Friday, August 3, 2007

Term Frequency in Term-Document matrix

Term document matrix is used in information retrieval system where each row represents each term and column represents document. Each cell in the tXd matrix represents importance of the term t in the document d. Sometimes absolute term frequency is used for each cell in the txd matrix, however using absolute frequency is some times misleading, this is primarily because documents and document collections vary in size. It is resonable to expect that a given term is likely to occur more frequently in long document in a collection that the short document. At the sametime it is not resonable to expect the frequency of a given term to be roughly the same in all documents of a given length, since it may be a common term for a document in one collection and rare term in a document in another collection. Thus relative term frequency i.e. term frequency count that have been adjusted by taking an account of document and collection size and characteristics is used in retrieval computation.
The objective of calculating term frequncy is to define the value of term in the information retrieval system, hence it is important to view frequencies in the context of a specific document collection. One fundamental way of doing this is to use the inverse document frequency weight.

Inverse Document Frequency (IDF) of a term is defined as

log2(N/dk)+1 = log2N - log2dk + 1

where
N: the number of documents in the collection
dk : the number of documents containing the term k

The Inverse Document Frequency weight, tf.idf, of term k in the document i is defined by multiplying the term frequency by the inverse document frequency
wik = fik(log2N - log2dk + 1)

wik : the weight of term k in the document i
fik : the absolute frequncy of term k in the document i

Thus the weight of a term in a document is its frequency multiplied by a factor that depends logarithmically on the proportion of the document in the collection that contains the term.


TASK PROMPT
Leave out the pictures, and reproduce exactly the lines from the line containing "Image is 868x390 pixels." through the final line of the entries.

******

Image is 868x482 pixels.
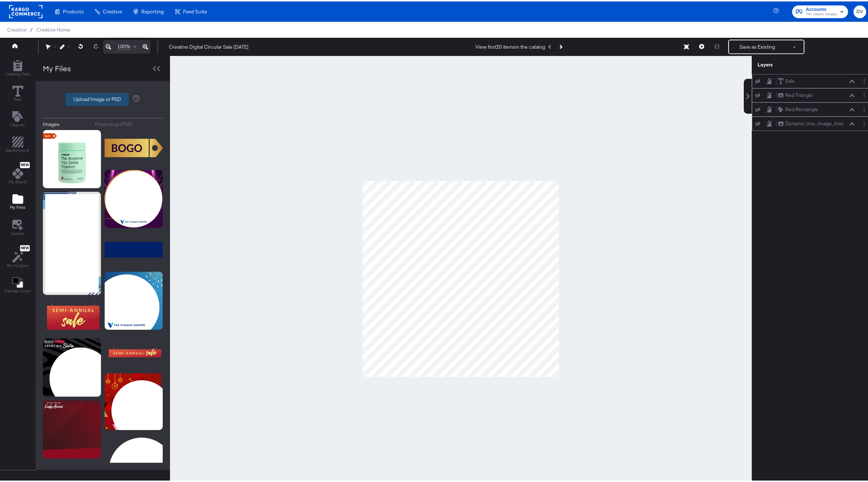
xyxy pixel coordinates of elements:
[861,119,868,126] button: Layer Options
[476,42,545,49] div: View first 20 items in the catalog
[43,62,71,72] div: My Files
[786,91,813,97] div: Red Triangle
[9,177,27,183] span: My Brand
[2,134,34,155] button: Add Rectangle
[861,90,868,98] button: Layer Options
[8,83,27,103] button: Text
[14,95,22,102] span: Text
[861,76,868,84] button: Layer Options
[729,39,786,52] button: Save as Existing
[6,146,29,152] span: Background
[11,230,24,235] span: Assets
[5,69,30,75] span: Catalog Data
[853,4,866,17] button: DV
[117,42,131,49] span: 100%
[7,26,27,31] span: Creative
[806,5,837,12] span: Accounts
[1,57,34,78] button: Add Rectangle
[43,120,90,126] button: Images
[786,119,843,126] div: Dynamic Ima...image_link)
[103,7,122,13] span: Creative
[555,39,565,52] button: Next Product
[806,10,837,16] span: The Vitamin Shoppe
[778,76,795,84] button: Sale
[5,287,31,293] span: Canvas Color
[786,77,795,83] div: Sale
[758,60,832,67] div: Layers
[63,7,84,13] span: Products
[37,26,70,31] a: Creative Home
[9,203,26,209] span: My Files
[778,104,819,112] button: Red Rectangle
[778,90,813,98] button: Red Triangle
[20,161,30,166] span: New
[141,7,164,13] span: Reporting
[856,6,863,15] span: DV
[778,119,844,126] button: Dynamic Ima...image_link)
[5,191,30,211] button: Add Files
[7,216,28,237] button: Assets
[786,104,819,112] div: Red Rectangle
[95,120,133,126] div: Photoshop (PSD)
[792,4,848,17] button: AccountsThe Vitamin Shoppe
[43,120,59,126] div: Images
[7,262,28,267] span: Rec Engine
[5,159,31,186] button: NewMy Brand
[10,121,26,126] span: Objects
[861,104,868,112] button: Layer Options
[5,108,30,129] button: Add Text
[20,245,30,249] span: New
[95,120,163,126] button: Photoshop (PSD)
[183,7,207,13] span: Feed Suite
[27,26,37,31] span: /
[2,242,33,269] button: NewRec Engine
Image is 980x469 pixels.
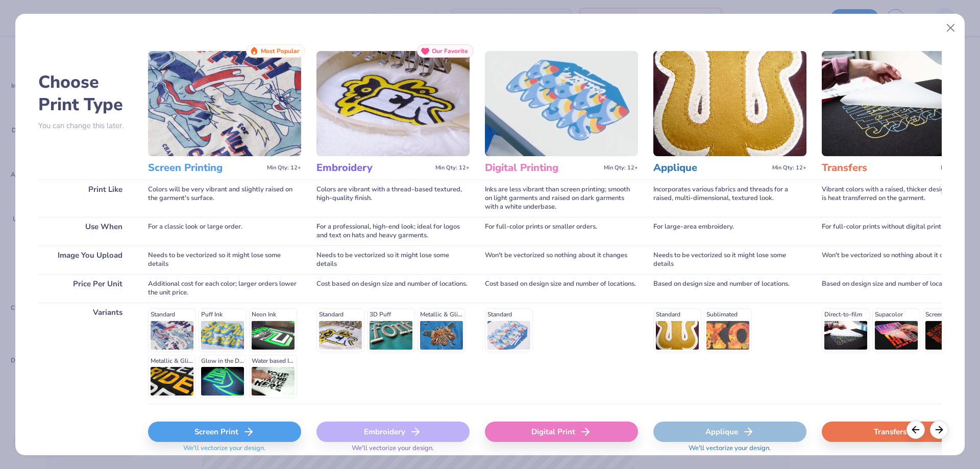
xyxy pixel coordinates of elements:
h3: Embroidery [316,161,431,174]
button: Close [941,18,960,38]
div: Digital Print [485,422,638,442]
img: Applique [653,51,806,156]
div: Variants [38,302,132,403]
div: Print Like [38,180,132,217]
span: Most Popular [261,47,300,54]
div: Won't be vectorized so nothing about it changes [485,245,638,274]
div: Transfers [822,422,975,442]
div: Image You Upload [38,245,132,274]
div: For large-area embroidery. [653,217,806,245]
div: Needs to be vectorized so it might lose some details [148,245,301,274]
span: We'll vectorize your design. [684,444,775,459]
span: Min Qty: 12+ [267,164,301,171]
div: Vibrant colors with a raised, thicker design since it is heat transferred on the garment. [822,180,975,217]
p: You can change this later. [38,121,132,130]
div: Based on design size and number of locations. [653,274,806,302]
span: We'll vectorize your design. [348,444,438,459]
h3: Applique [653,161,768,174]
img: Digital Printing [485,51,638,156]
div: Colors will be very vibrant and slightly raised on the garment's surface. [148,180,301,217]
div: Use When [38,217,132,245]
img: Screen Printing [148,51,301,156]
div: Additional cost for each color; larger orders lower the unit price. [148,274,301,302]
div: Cost based on design size and number of locations. [485,274,638,302]
h3: Screen Printing [148,161,263,174]
div: For full-color prints or smaller orders. [485,217,638,245]
span: We'll vectorize your design. [179,444,270,459]
div: Needs to be vectorized so it might lose some details [653,245,806,274]
div: Cost based on design size and number of locations. [316,274,470,302]
h2: Choose Print Type [38,71,132,116]
div: Applique [653,422,806,442]
div: For full-color prints without digital printing. [822,217,975,245]
span: Min Qty: 12+ [941,164,975,171]
span: Min Qty: 12+ [436,164,470,171]
div: Colors are vibrant with a thread-based textured, high-quality finish. [316,180,470,217]
div: Needs to be vectorized so it might lose some details [316,245,470,274]
span: Min Qty: 12+ [772,164,806,171]
div: Based on design size and number of locations. [822,274,975,302]
div: Price Per Unit [38,274,132,302]
div: Screen Print [148,422,301,442]
div: Inks are less vibrant than screen printing; smooth on light garments and raised on dark garments ... [485,180,638,217]
div: For a professional, high-end look; ideal for logos and text on hats and heavy garments. [316,217,470,245]
span: Our Favorite [432,47,468,54]
img: Embroidery [316,51,470,156]
h3: Transfers [822,161,937,174]
h3: Digital Printing [485,161,599,174]
img: Transfers [822,51,975,156]
span: Min Qty: 12+ [604,164,638,171]
div: For a classic look or large order. [148,217,301,245]
div: Embroidery [316,422,470,442]
div: Won't be vectorized so nothing about it changes [822,245,975,274]
div: Incorporates various fabrics and threads for a raised, multi-dimensional, textured look. [653,180,806,217]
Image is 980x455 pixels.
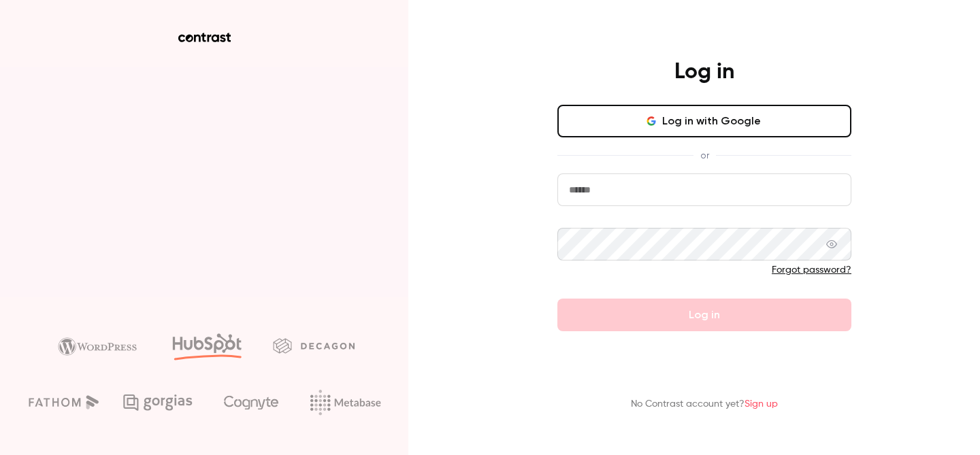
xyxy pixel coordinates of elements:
button: Log in with Google [557,105,851,137]
p: No Contrast account yet? [631,397,777,412]
span: or [693,148,716,162]
h4: Log in [674,59,734,86]
a: Forgot password? [771,265,851,275]
a: Sign up [744,400,777,409]
img: decagon [273,338,355,353]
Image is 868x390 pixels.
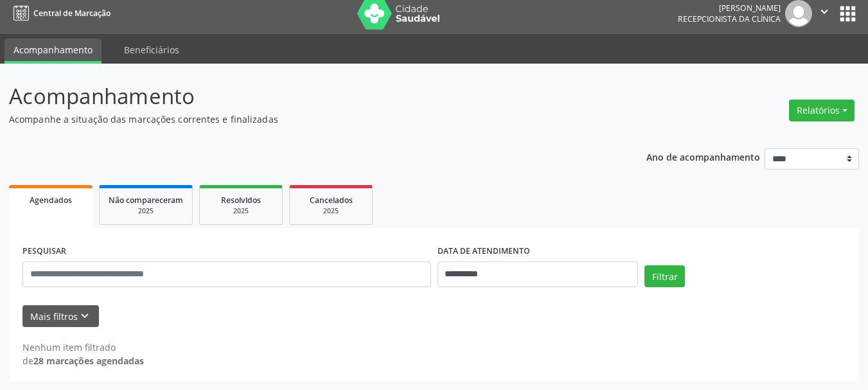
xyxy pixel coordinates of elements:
div: 2025 [299,207,363,216]
div: 2025 [209,207,273,216]
span: Central de Marcação [34,8,111,18]
a: Acompanhamento [4,39,102,64]
i: keyboard_arrow_down [78,309,92,323]
label: PESQUISAR [23,242,66,262]
label: DATA DE ATENDIMENTO [437,242,530,262]
span: Resolvidos [221,195,261,206]
div: de [23,354,144,368]
p: Ano de acompanhamento [646,149,760,165]
span: Cancelados [310,195,353,206]
div: 2025 [108,207,183,216]
button: Mais filtroskeyboard_arrow_down [23,306,99,328]
button: apps [837,3,859,25]
span: Agendados [29,195,72,206]
a: Central de Marcação [9,3,111,23]
p: Acompanhamento [9,81,604,112]
p: Acompanhe a situação das marcações correntes e finalizadas [9,112,604,126]
span: Não compareceram [108,195,183,206]
div: Nenhum item filtrado [23,341,144,354]
button: Relatórios [789,100,855,122]
i:  [817,4,831,18]
button: Filtrar [645,265,685,287]
a: Beneficiários [115,39,188,61]
div: [PERSON_NAME] [678,3,781,13]
span: Recepcionista da clínica [678,13,781,24]
strong: 28 marcações agendadas [34,355,144,367]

******

FINISHED EXERCISE
Image is 868x390 pixels.
xyxy pixel coordinates of elements:
div: 2025 [299,207,363,216]
div: 2025 [209,207,273,216]
span: Central de Marcação [34,8,111,18]
a: Acompanhamento [4,39,102,64]
i: keyboard_arrow_down [78,309,92,323]
label: PESQUISAR [23,242,66,262]
label: DATA DE ATENDIMENTO [437,242,530,262]
span: Resolvidos [221,195,261,206]
div: de [23,354,144,368]
p: Ano de acompanhamento [646,149,760,165]
span: Cancelados [310,195,353,206]
div: 2025 [108,207,183,216]
button: Mais filtroskeyboard_arrow_down [23,306,99,328]
button: apps [837,3,859,25]
span: Agendados [29,195,72,206]
a: Central de Marcação [9,3,111,23]
p: Acompanhamento [9,81,604,112]
p: Acompanhe a situação das marcações correntes e finalizadas [9,112,604,126]
span: Não compareceram [108,195,183,206]
div: Nenhum item filtrado [23,341,144,354]
button: Relatórios [789,100,855,122]
i:  [817,4,831,18]
button: Filtrar [645,265,685,287]
a: Beneficiários [115,39,188,61]
div: [PERSON_NAME] [678,3,781,13]
span: Recepcionista da clínica [678,13,781,24]
strong: 28 marcações agendadas [34,355,144,367]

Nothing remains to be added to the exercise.